Great suggestion to make in advance placeholders to contain side projects.
In what ways do you trust, and not trust, your colleagues?
How do you feel about that?
Sure, a company could not like you doing that and find a reason to fire you, but they have no valid legal recourse and you may even be able to sue them for wrongful termination.
We are one of the only states that prevents employers from having ownership of your brain on personal time.
Corpos have tried to claim ownership of things I did in my personal time, multiple times. I just show them this law and they back down immediately.
Having rights to my own brain is a big reason I live in California, cost of living be damned.
https://california.public.law/codes/labor_code_section_2870
IANAL, but know your rights!
> (1)Relate at the time of conception or reduction to practice of the invention to the employer’s business, or actual or demonstrably anticipated research or development of the employer;
So, if you work at $BIGCO, they will argue that since they have their fingers in everything, that anything you might work on "relates" to their business or actual or demonstrably anticipated R&D. This is a truck-sized loophole.
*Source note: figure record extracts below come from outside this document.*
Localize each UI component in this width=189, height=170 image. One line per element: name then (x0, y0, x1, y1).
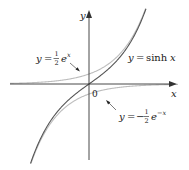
label-exp: x (67, 51, 71, 59)
label-equals: = (127, 111, 135, 122)
x-axis-arrow-icon (169, 81, 177, 87)
label-var-y: y (127, 52, 134, 63)
sinh-diagram: x y 0 y = 1 2 e x y = sinh x y = − 1 2 e… (0, 0, 189, 170)
y-axis-arrow-icon (86, 10, 92, 18)
curve-half-exp (10, 9, 146, 84)
y-axis-label: y (79, 10, 86, 21)
label-half-exp: y = 1 2 e x (35, 50, 71, 67)
origin-label: 0 (92, 89, 98, 99)
x-axis-label: x (171, 88, 177, 99)
frac-den: 2 (55, 59, 59, 67)
label-var-y: y (35, 53, 42, 64)
frac-num: 1 (145, 108, 149, 116)
label-exp: −x (157, 109, 166, 117)
frac-den: 2 (145, 117, 149, 125)
label-sinh-fn: sinh (146, 52, 168, 63)
label-var-y: y (118, 111, 125, 122)
label-equals: = (136, 52, 144, 63)
label-var-x: x (170, 52, 176, 63)
frac-num: 1 (55, 50, 59, 58)
label-minus: − (136, 111, 144, 122)
label-sinh: y = sinh x (127, 52, 176, 63)
label-neg-half-exp-neg: y = − 1 2 e −x (118, 108, 166, 125)
curve-neg-half-exp-neg (31, 84, 178, 163)
pointer-arrow-icon (76, 67, 81, 71)
label-equals: = (44, 53, 52, 64)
I've had experience with a similar "committee" (probably same company) and I concluded the safest path is to just not do side projects while employed with BigTech.
I tried to re-license a previously-released project (like from GPL to MIT or similar) and they wouldn't budge. I had written all the code.
In the end, I decided that them suing (or firing) me to assert their ownership of $VALUELESS_PROJECT, so they could then license it back, was ridiculously unlikely, said fuck it, and did it. And I was right.